Copy link to clipboard
Copied
I built a non-responsive course in Captivate 2019 that includes several advanced actions and three short MP4 videos. I published it to HTML5 and uploaded the SCORM package to my SumTotal LMS. It plays perfectly in Chrome, but in IE, 75% of learners are experiencing issues: many pages take a long time to load, some images and shapes don't display, and even after viewing the whole project and achieving a passing score on the quiz, the course doesn't mark complete. SumTotal was able to replicate the issues and concluded that "the course was not built for IE 11". They suggested I "rebuild the course for IE 11". I'm lost. Does anyone have insight for me?
Copy link to clipboard
Copied
The real problem is IE, which is not even very much supported by MS (favors Edge). IE is pretty bad in supporting HTML5. However I am not able to point you to resources explaining what is exactly unsupported in IE. Hope someone else can be of more help. To doubel-check if SumTotal is not also bit guilty, upload the course to SCORM Cloud and test with IE.
Copy link to clipboard
Copied
I also support Lieve's suggestion that you upload your SCORM to SCORM Cloud and have a few of the users that were unable to get it to work in their IE browser test it from there. I think you may be surprised to find that as long as your users are on the latest version of IE11 and not some earlier version, then it will probably work fine.
Captivate's HTML5 content should work just fine on IE11. My suspicion is that the real issue (as it almost always is ) will turn out to be your LMS, not the browser.
Lately I've been working on a project converting lots of modules from some extremely complex courses I created for a client several years ago. The animations were originally done in Flash and are now being converted to HTML5 OAMs, imported into Cp 2019. It was a requirement by the client that the updated HTML5 content had to work in IE11 because that was "the corporate standard browser" (even though all users also have Google Chrome and MS Edge on their system).
If these extremely complex modules can work in IE11, I'd be seriously doubting yours wouldn't also work as well.
The number one rule in SCORM courses is: "Never believe what the LMS people tell you if they're blaming your content."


**WHAT YOU SHOULD DO:** Please give all of the data again, character for character, and drop the pictures.

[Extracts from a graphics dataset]
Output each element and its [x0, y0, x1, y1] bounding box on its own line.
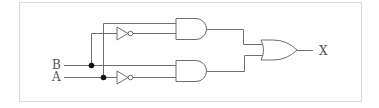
wire-b-to-not1	[92, 34, 118, 66]
wire-a-to-and1	[104, 24, 177, 78]
junction-a	[101, 75, 107, 81]
not-gate-2	[117, 71, 128, 84]
and-gate-1	[176, 19, 206, 40]
not-gate-1-bubble	[128, 31, 133, 36]
or-gate	[261, 40, 297, 60]
junction-b	[89, 63, 95, 69]
not-gate-1	[117, 27, 128, 40]
and-gate-2	[176, 61, 207, 82]
wire-and1-to-or	[207, 30, 265, 45]
logic-circuit-diagram: B A X	[0, 0, 379, 108]
not-gate-2-bubble	[128, 75, 133, 80]
diagram-frame	[20, 3, 362, 102]
output-label-x: X	[319, 44, 328, 58]
input-label-a: A	[51, 70, 61, 84]
wire-and2-to-or	[207, 56, 265, 72]
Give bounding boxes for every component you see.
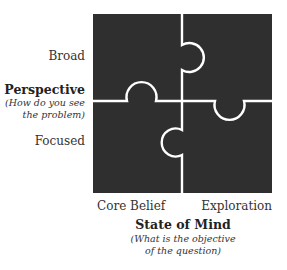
x-axis-right-label: Exploration (201, 200, 272, 212)
puzzle-piece-top-right (182, 14, 272, 101)
x-axis-subtitle-line2: of the question) (113, 245, 253, 257)
x-axis-title: State of Mind (123, 219, 243, 232)
puzzle-piece-bottom-right (182, 101, 272, 193)
y-axis-top-label: Broad (48, 50, 85, 62)
y-axis-subtitle-line2: the problem) (23, 109, 85, 121)
y-axis-subtitle-line1: (How do you see (5, 97, 85, 109)
y-axis-bottom-label: Focused (35, 135, 85, 147)
puzzle-piece-bottom-left (93, 101, 182, 193)
x-axis-subtitle-line1: (What is the objective (113, 233, 253, 245)
y-axis-title: Perspective (4, 84, 85, 97)
x-axis-left-label: Core Belief (97, 200, 165, 212)
puzzle-piece-top-left (93, 14, 182, 101)
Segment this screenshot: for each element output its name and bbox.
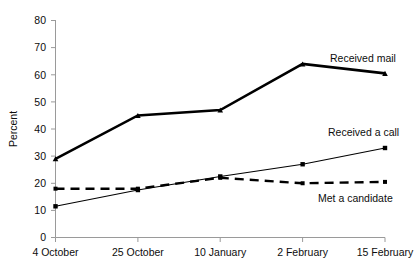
y-tick-label: 40	[34, 123, 46, 135]
y-tick-label: 20	[34, 177, 46, 189]
y-tick-label: 30	[34, 150, 46, 162]
data-point-marker	[136, 187, 140, 191]
y-tick-label: 10	[34, 204, 46, 216]
chart-svg: 80 70 60 50 40 30 20 10 0 Percent 4 Octo…	[0, 0, 416, 274]
data-point-marker	[300, 162, 304, 166]
y-tick-label: 50	[34, 96, 46, 108]
series-annotation-received-a-call: Received a call	[328, 126, 399, 138]
x-tick-label-0: 4 October	[32, 246, 79, 258]
y-tick-label: 0	[40, 231, 46, 243]
data-point-marker	[53, 204, 57, 208]
y-tick-label: 60	[34, 69, 46, 81]
y-tick-label: 70	[34, 41, 46, 53]
y-tick-label: 80	[34, 14, 46, 26]
x-tick-label-4: 15 February	[357, 246, 414, 258]
line-chart: 80 70 60 50 40 30 20 10 0 Percent 4 Octo…	[0, 0, 416, 274]
data-point-marker	[54, 187, 58, 191]
series-annotation-received-mail: Received mail	[330, 52, 396, 64]
data-point-marker	[383, 180, 387, 184]
x-tick-label-2: 10 January	[194, 246, 247, 258]
series-annotation-met-a-candidate: Met a candidate	[318, 192, 393, 204]
y-tick-labels: 80 70 60 50 40 30 20 10 0	[34, 14, 46, 243]
data-point-marker	[383, 146, 387, 150]
data-point-marker	[218, 176, 222, 180]
x-tick-label-3: 2 February	[277, 246, 329, 258]
x-tick-label-1: 25 October	[112, 246, 164, 258]
y-axis-title: Percent	[7, 111, 19, 147]
data-point-marker	[301, 181, 305, 185]
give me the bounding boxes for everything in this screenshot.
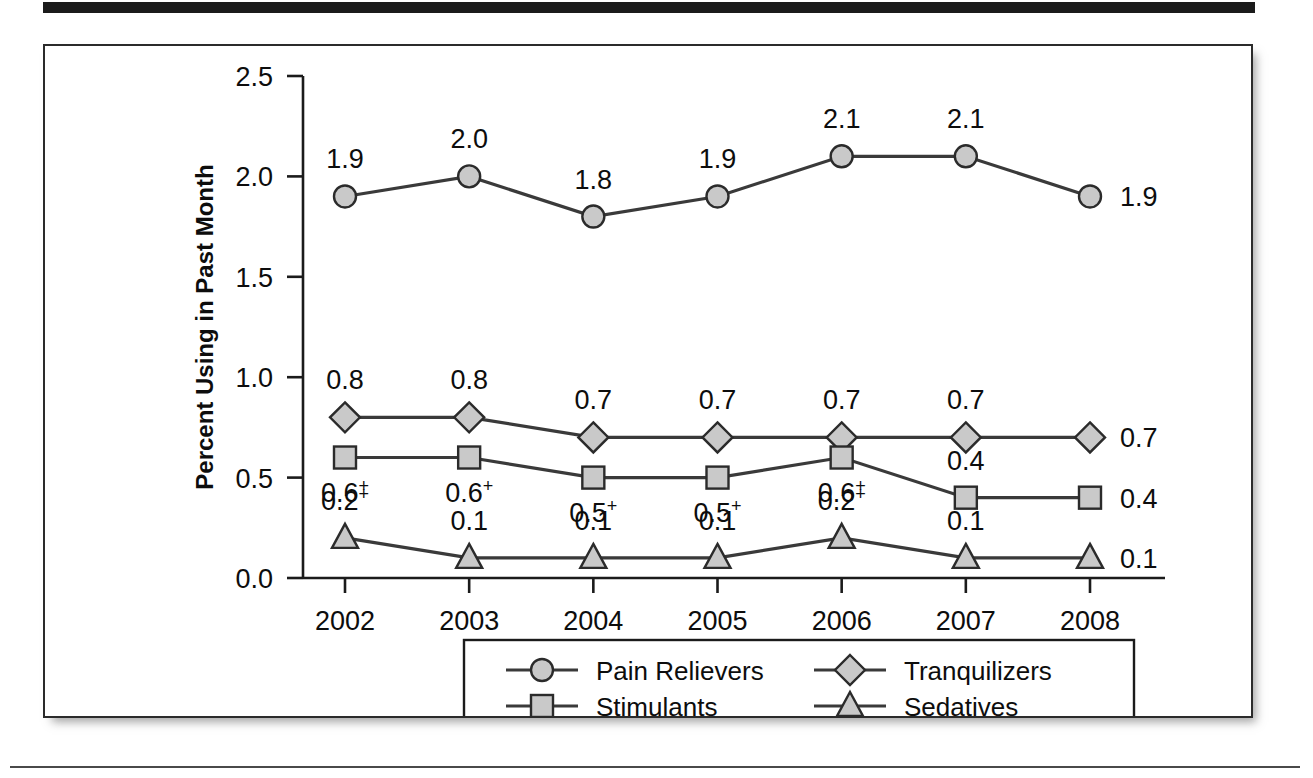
data-label: 0.1 — [947, 506, 985, 536]
data-label: 0.7 — [575, 385, 613, 415]
data-point-marker-circle — [458, 165, 480, 187]
data-point-marker-triangle — [829, 524, 855, 548]
data-label: 0.2+ — [818, 484, 866, 516]
data-point-marker-triangle — [580, 544, 606, 568]
data-label: 0.8 — [326, 365, 364, 395]
data-label: 1.9 — [326, 144, 364, 174]
significance-marker: + — [359, 484, 370, 504]
data-label: 2.0 — [450, 124, 488, 154]
data-label: 0.6+ — [445, 476, 493, 508]
line-chart: 0.00.51.01.52.02.52002200320042005200620… — [45, 46, 1251, 716]
data-label: 1.9 — [1120, 182, 1158, 212]
x-tick-label-2006: 2006 — [812, 606, 872, 636]
y-tick-label-2.5: 2.5 — [235, 62, 273, 92]
x-tick-label-2002: 2002 — [315, 606, 375, 636]
data-point-marker-diamond — [578, 422, 608, 452]
data-point-marker-diamond — [703, 422, 733, 452]
y-tick-label-0.0: 0.0 — [235, 564, 273, 594]
data-label: 2.1 — [947, 104, 985, 134]
data-label: 0.1 — [575, 506, 613, 536]
data-point-marker-circle — [1079, 185, 1101, 207]
page-bottom-rule — [10, 766, 1300, 768]
data-point-marker-diamond — [330, 402, 360, 432]
data-label: 0.4 — [947, 446, 985, 476]
page-top-rule — [43, 2, 1255, 13]
figure-frame: 0.00.51.01.52.02.52002200320042005200620… — [43, 44, 1253, 718]
legend-label-stimulants[interactable]: Stimulants — [596, 692, 717, 716]
data-point-marker-circle — [955, 145, 977, 167]
legend-label-tranquilizers[interactable]: Tranquilizers — [904, 656, 1052, 686]
x-tick-label-2005: 2005 — [687, 606, 747, 636]
chart-legend: Pain RelieversTranquilizersStimulantsSed… — [464, 640, 1134, 716]
data-label: 0.8 — [450, 365, 488, 395]
data-point-marker-triangle — [1077, 544, 1103, 568]
data-point-marker-circle — [707, 185, 729, 207]
data-label: 0.7 — [823, 385, 861, 415]
data-point-marker-square — [582, 467, 604, 489]
data-label: 1.9 — [699, 144, 737, 174]
data-label: 0.1 — [1120, 544, 1158, 574]
legend-label-pain-relievers[interactable]: Pain Relievers — [596, 656, 764, 686]
data-point-marker-circle — [831, 145, 853, 167]
data-point-marker-circle — [582, 206, 604, 228]
data-point-marker-square — [1079, 487, 1101, 509]
x-tick-label-2003: 2003 — [439, 606, 499, 636]
x-tick-label-2008: 2008 — [1060, 606, 1120, 636]
data-point-marker-diamond — [1075, 422, 1105, 452]
x-tick-label-2004: 2004 — [563, 606, 623, 636]
data-label: 0.7 — [947, 385, 985, 415]
data-point-marker-square — [458, 447, 480, 469]
data-label: 2.1 — [823, 104, 861, 134]
data-point-marker-square — [531, 695, 553, 716]
y-tick-label-2.0: 2.0 — [235, 162, 273, 192]
legend-label-sedatives[interactable]: Sedatives — [904, 692, 1018, 716]
significance-marker: + — [483, 476, 494, 496]
x-tick-label-2007: 2007 — [936, 606, 996, 636]
y-tick-label-1.5: 1.5 — [235, 263, 273, 293]
y-tick-label-1.0: 1.0 — [235, 363, 273, 393]
data-point-marker-square — [334, 447, 356, 469]
data-point-marker-diamond — [454, 402, 484, 432]
data-label: 0.1 — [450, 506, 488, 536]
data-label: 0.4 — [1120, 484, 1158, 514]
data-point-marker-square — [831, 447, 853, 469]
data-label: 0.1 — [699, 506, 737, 536]
data-label: 1.8 — [575, 165, 613, 195]
y-tick-label-0.5: 0.5 — [235, 464, 273, 494]
data-point-marker-circle — [334, 185, 356, 207]
data-point-marker-triangle — [332, 524, 358, 548]
data-label: 0.2+ — [321, 484, 369, 516]
data-point-marker-square — [707, 467, 729, 489]
data-point-marker-circle — [531, 659, 553, 681]
y-axis-title: Percent Using in Past Month — [191, 164, 218, 489]
data-label: 0.7 — [699, 385, 737, 415]
significance-marker: + — [855, 484, 866, 504]
data-label: 0.7 — [1120, 423, 1158, 453]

**RESPONSE:**
Output each element and its [x0, y0, x1, y1] bounding box on its own line.
wire-b-to-not1	[92, 34, 118, 66]
wire-a-to-and1	[104, 24, 177, 78]
junction-a	[101, 75, 107, 81]
not-gate-2	[117, 71, 128, 84]
and-gate-1	[176, 19, 206, 40]
not-gate-1-bubble	[128, 31, 133, 36]
or-gate	[261, 40, 297, 60]
junction-b	[89, 63, 95, 69]
not-gate-1	[117, 27, 128, 40]
and-gate-2	[176, 61, 207, 82]
wire-and1-to-or	[207, 30, 265, 45]
logic-circuit-diagram: B A X	[0, 0, 379, 108]
not-gate-2-bubble	[128, 75, 133, 80]
diagram-frame	[20, 3, 362, 102]
output-label-x: X	[319, 44, 328, 58]
input-label-a: A	[51, 70, 61, 84]
wire-and2-to-or	[207, 56, 265, 72]
Give bounding boxes for every component you see.
x-axis-right-label: Exploration (201, 200, 272, 212)
puzzle-piece-top-right (182, 14, 272, 101)
x-axis-subtitle-line2: of the question) (113, 245, 253, 257)
x-axis-title: State of Mind (123, 219, 243, 232)
puzzle-piece-bottom-right (182, 101, 272, 193)
y-axis-top-label: Broad (48, 50, 85, 62)
y-axis-subtitle-line2: the problem) (23, 109, 85, 121)
y-axis-subtitle-line1: (How do you see (5, 97, 85, 109)
y-axis-bottom-label: Focused (35, 135, 85, 147)
puzzle-piece-bottom-left (93, 101, 182, 193)
x-axis-subtitle-line1: (What is the objective (113, 233, 253, 245)
y-axis-title: Perspective (4, 84, 85, 97)
x-axis-left-label: Core Belief (97, 200, 165, 212)
puzzle-piece-top-left (93, 14, 182, 101)
Segment this screenshot: for each element output its name and bbox.
y-tick-label: 40	[34, 123, 46, 135]
y-tick-label: 20	[34, 177, 46, 189]
y-tick-label: 30	[34, 150, 46, 162]
data-point-marker	[136, 187, 140, 191]
y-tick-label: 10	[34, 204, 46, 216]
chart-svg: 80 70 60 50 40 30 20 10 0 Percent 4 Octo…	[0, 0, 416, 274]
data-point-marker	[300, 162, 304, 166]
y-tick-label: 50	[34, 96, 46, 108]
series-annotation-received-a-call: Received a call	[328, 126, 399, 138]
x-tick-label-0: 4 October	[32, 246, 79, 258]
y-tick-label: 0	[40, 231, 46, 243]
data-point-marker	[53, 204, 57, 208]
y-tick-label: 60	[34, 69, 46, 81]
y-tick-label: 70	[34, 41, 46, 53]
y-tick-label: 80	[34, 14, 46, 26]
x-tick-label-4: 15 February	[357, 246, 414, 258]
line-chart: 80 70 60 50 40 30 20 10 0 Percent 4 Octo…	[0, 0, 416, 274]
data-point-marker	[54, 187, 58, 191]
series-annotation-received-mail: Received mail	[330, 52, 396, 64]
data-point-marker	[383, 180, 387, 184]
x-tick-label-2: 10 January	[194, 246, 247, 258]
series-annotation-met-a-candidate: Met a candidate	[318, 192, 393, 204]
y-tick-labels: 80 70 60 50 40 30 20 10 0	[34, 14, 46, 243]
data-point-marker	[383, 146, 387, 150]
data-point-marker	[218, 176, 222, 180]
x-tick-label-3: 2 February	[277, 246, 329, 258]
x-tick-label-1: 25 October	[112, 246, 164, 258]
y-axis-title: Percent	[7, 111, 19, 147]
data-point-marker	[301, 181, 305, 185]
give me the bounding boxes for everything in this screenshot.
data-label: 0.1 — [947, 506, 985, 536]
data-label: 0.7 — [575, 385, 613, 415]
data-point-marker-circle — [458, 165, 480, 187]
data-point-marker-triangle — [829, 524, 855, 548]
data-label: 0.2+ — [818, 484, 866, 516]
data-point-marker-triangle — [580, 544, 606, 568]
data-label: 0.8 — [326, 365, 364, 395]
data-label: 1.9 — [326, 144, 364, 174]
significance-marker: + — [359, 484, 370, 504]
data-label: 2.0 — [450, 124, 488, 154]
data-label: 0.6+ — [445, 476, 493, 508]
line-chart: 0.00.51.01.52.02.52002200320042005200620… — [45, 46, 1251, 716]
data-label: 1.9 — [1120, 182, 1158, 212]
x-tick-label-2006: 2006 — [812, 606, 872, 636]
y-tick-label-2.5: 2.5 — [235, 62, 273, 92]
x-tick-label-2002: 2002 — [315, 606, 375, 636]
data-point-marker-diamond — [578, 422, 608, 452]
data-point-marker-diamond — [703, 422, 733, 452]
y-tick-label-0.0: 0.0 — [235, 564, 273, 594]
data-label: 2.1 — [947, 104, 985, 134]
data-label: 0.1 — [575, 506, 613, 536]
data-point-marker-circle — [1079, 185, 1101, 207]
page-bottom-rule — [10, 766, 1300, 768]
data-point-marker-diamond — [330, 402, 360, 432]
data-label: 0.4 — [947, 446, 985, 476]
page-top-rule — [43, 2, 1255, 13]
figure-frame: 0.00.51.01.52.02.52002200320042005200620… — [43, 44, 1253, 718]
legend-label-stimulants[interactable]: Stimulants — [596, 692, 717, 716]
data-point-marker-circle — [955, 145, 977, 167]
legend-label-tranquilizers[interactable]: Tranquilizers — [904, 656, 1052, 686]
x-tick-label-2005: 2005 — [687, 606, 747, 636]
chart-legend: Pain RelieversTranquilizersStimulantsSed… — [464, 640, 1134, 716]
data-label: 0.8 — [450, 365, 488, 395]
data-point-marker-triangle — [1077, 544, 1103, 568]
data-point-marker-circle — [707, 185, 729, 207]
data-label: 0.7 — [823, 385, 861, 415]
data-point-marker-square — [582, 467, 604, 489]
data-label: 1.9 — [699, 144, 737, 174]
data-label: 0.1 — [1120, 544, 1158, 574]
legend-label-pain-relievers[interactable]: Pain Relievers — [596, 656, 764, 686]
data-point-marker-circle — [831, 145, 853, 167]
data-point-marker-circle — [582, 206, 604, 228]
data-point-marker-square — [1079, 487, 1101, 509]
x-tick-label-2003: 2003 — [439, 606, 499, 636]
x-tick-label-2008: 2008 — [1060, 606, 1120, 636]
data-point-marker-diamond — [1075, 422, 1105, 452]
x-tick-label-2004: 2004 — [563, 606, 623, 636]
data-label: 0.7 — [947, 385, 985, 415]
data-point-marker-square — [458, 447, 480, 469]
data-label: 2.1 — [823, 104, 861, 134]
data-point-marker-square — [531, 695, 553, 716]
y-tick-label-2.0: 2.0 — [235, 162, 273, 192]
legend-label-sedatives[interactable]: Sedatives — [904, 692, 1018, 716]
significance-marker: + — [483, 476, 494, 496]
x-tick-label-2007: 2007 — [936, 606, 996, 636]
y-tick-label-1.5: 1.5 — [235, 263, 273, 293]
y-tick-label-1.0: 1.0 — [235, 363, 273, 393]
data-point-marker-square — [334, 447, 356, 469]
data-point-marker-diamond — [454, 402, 484, 432]
data-label: 0.1 — [450, 506, 488, 536]
data-label: 0.4 — [1120, 484, 1158, 514]
data-point-marker-square — [831, 447, 853, 469]
data-label: 0.1 — [699, 506, 737, 536]
data-label: 1.8 — [575, 165, 613, 195]
y-tick-label-0.5: 0.5 — [235, 464, 273, 494]
data-point-marker-circle — [334, 185, 356, 207]
data-point-marker-triangle — [332, 524, 358, 548]
data-label: 0.2+ — [321, 484, 369, 516]
data-point-marker-square — [707, 467, 729, 489]
data-point-marker-circle — [531, 659, 553, 681]
y-axis-title: Percent Using in Past Month — [191, 164, 218, 489]
data-label: 0.7 — [699, 385, 737, 415]
significance-marker: + — [855, 484, 866, 504]
data-label: 0.7 — [1120, 423, 1158, 453]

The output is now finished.